Bidder in Public Procurement
A bidder is an economic operator that has submitted a tender to the contracting authority within a procurement procedure.
Definition: A bidder is any economic operator that has submitted a tender to the contracting authority within a procurement procedure and is thereby actively participating in the competition for the advertised contract.
Last updated: January 2026 · Legal basis: Directive 2014/24/EU, BVergG 2018, GWB
What is a bidder?
The bidder is the active market participant in the procurement procedure: by submitting a tender they commit themselves to performing the advertised service on the stated terms. The term "bidder" denotes a clearly defined procedural role that must be strictly distinguished from the related terms "candidate" and "contractor". An operator only becomes a bidder once it has submitted a tender — not by merely requesting procurement documents or attending an information event.
Significance in the procurement procedure
The bidder role is associated with specific rights and obligations that run through the whole of procurement law and identify the bidder as the central party in the contract competition. As a bidder, an operator is entitled to non-discriminatory treatment, to access to information on the state of the procedure, and to a standstill notification before the contract is concluded. At the same time, the bidder is bound by its tender during the binding period.
The precise demarcation of the procedural roles is important in procurement law:
- Candidate: Has submitted a request to participate but no tender. The candidate role only exists in multi-stage procedures (restricted procedure, negotiated procedure with prior call for competition).
- Bidder: Has submitted a tender and is at the tender examination and evaluation stage.
- Contractor: Has been awarded the contract and is the contracting authority's contractual counterparty.
Bidders may be natural persons, legal entities or — via a bidding consortium — groupings of several operators.
Related terms
- Candidate
- Contractor
- Bidding consortium
- Tender
- Standstill notification
- Bidder questions
- Tender examination
- Procurement procedure
Last updated: January 2026 Information provided without warranty. For legally binding advice, please consult a law firm specialising in public procurement.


The task: If pictures are present, leave them out, and copy the data word for word.

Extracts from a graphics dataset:

=== Section Start ===

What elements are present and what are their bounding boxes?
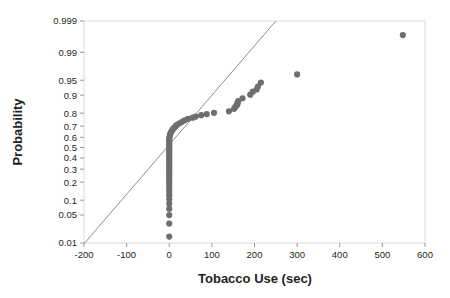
data-point — [166, 212, 172, 218]
x-axis-tick-labels: -200-1000100200300400500600 — [74, 249, 432, 260]
data-point — [166, 220, 172, 226]
x-axis-title: Tobacco Use (sec) — [198, 271, 312, 286]
data-point — [198, 112, 204, 118]
y-axis-ticks — [80, 21, 84, 243]
y-tick-label: 0.8 — [64, 108, 77, 119]
y-tick-label: 0.99 — [59, 47, 78, 58]
x-tick-label: 200 — [247, 249, 263, 260]
data-point — [193, 113, 199, 119]
y-tick-label: 0.3 — [64, 164, 77, 175]
y-axis-tick-labels: 0.010.050.10.20.30.40.50.60.70.80.90.950… — [53, 15, 77, 248]
y-tick-label: 0.4 — [64, 152, 77, 163]
data-point — [204, 111, 210, 117]
data-point — [166, 233, 172, 239]
y-tick-label: 0.7 — [64, 121, 77, 132]
plot-frame — [84, 21, 425, 243]
x-tick-label: -100 — [117, 249, 136, 260]
x-tick-label: 100 — [204, 249, 220, 260]
y-tick-label: 0.6 — [64, 132, 77, 143]
y-tick-label: 0.95 — [59, 75, 78, 86]
data-point — [258, 79, 264, 85]
y-tick-label: 0.999 — [53, 15, 77, 26]
probability-plot-figure: -200-1000100200300400500600 0.010.050.10… — [0, 0, 450, 298]
x-tick-label: 0 — [167, 249, 172, 260]
data-point — [239, 95, 245, 101]
x-tick-label: -200 — [74, 249, 93, 260]
y-tick-label: 0.1 — [64, 195, 77, 206]
y-tick-label: 0.05 — [59, 209, 78, 220]
x-tick-label: 400 — [332, 249, 348, 260]
data-point — [400, 32, 406, 38]
x-tick-label: 300 — [289, 249, 305, 260]
y-axis-title: Probability — [10, 98, 25, 166]
x-tick-label: 600 — [417, 249, 433, 260]
y-tick-label: 0.5 — [64, 142, 77, 153]
data-point — [294, 71, 300, 77]
chart-canvas: -200-1000100200300400500600 0.010.050.10… — [0, 0, 450, 298]
x-axis-ticks — [84, 243, 425, 247]
y-tick-label: 0.01 — [59, 237, 78, 248]
y-tick-label: 0.9 — [64, 90, 77, 101]
x-tick-label: 500 — [374, 249, 390, 260]
y-tick-label: 0.2 — [64, 177, 77, 188]
data-point — [211, 110, 217, 116]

=== Section End ===

Result:
What elements are present and what are their bounding boxes?
data-point — [166, 212, 172, 218]
x-axis-tick-labels: -200-1000100200300400500600 — [74, 249, 432, 260]
data-point — [166, 220, 172, 226]
x-axis-title: Tobacco Use (sec) — [198, 271, 312, 286]
data-point — [198, 112, 204, 118]
y-axis-ticks — [80, 21, 84, 243]
y-tick-label: 0.8 — [64, 108, 77, 119]
y-tick-label: 0.99 — [59, 47, 78, 58]
x-tick-label: 200 — [247, 249, 263, 260]
data-point — [193, 113, 199, 119]
y-tick-label: 0.3 — [64, 164, 77, 175]
y-axis-tick-labels: 0.010.050.10.20.30.40.50.60.70.80.90.950… — [53, 15, 77, 248]
y-tick-label: 0.4 — [64, 152, 77, 163]
data-point — [204, 111, 210, 117]
data-point — [166, 233, 172, 239]
y-tick-label: 0.7 — [64, 121, 77, 132]
plot-frame — [84, 21, 425, 243]
x-tick-label: -100 — [117, 249, 136, 260]
x-tick-label: 100 — [204, 249, 220, 260]
y-tick-label: 0.6 — [64, 132, 77, 143]
y-tick-label: 0.95 — [59, 75, 78, 86]
data-point — [258, 79, 264, 85]
y-tick-label: 0.999 — [53, 15, 77, 26]
probability-plot-figure: -200-1000100200300400500600 0.010.050.10… — [0, 0, 450, 298]
x-tick-label: 0 — [167, 249, 172, 260]
data-point — [239, 95, 245, 101]
x-tick-label: -200 — [74, 249, 93, 260]
y-tick-label: 0.1 — [64, 195, 77, 206]
y-tick-label: 0.05 — [59, 209, 78, 220]
x-tick-label: 400 — [332, 249, 348, 260]
data-point — [400, 32, 406, 38]
x-tick-label: 300 — [289, 249, 305, 260]
y-axis-title: Probability — [10, 98, 25, 166]
x-tick-label: 600 — [417, 249, 433, 260]
y-tick-label: 0.5 — [64, 142, 77, 153]
data-point — [294, 71, 300, 77]
chart-canvas: -200-1000100200300400500600 0.010.050.10… — [0, 0, 450, 298]
x-axis-ticks — [84, 243, 425, 247]
y-tick-label: 0.01 — [59, 237, 78, 248]
y-tick-label: 0.9 — [64, 90, 77, 101]
x-tick-label: 500 — [374, 249, 390, 260]
y-tick-label: 0.2 — [64, 177, 77, 188]
data-point — [211, 110, 217, 116]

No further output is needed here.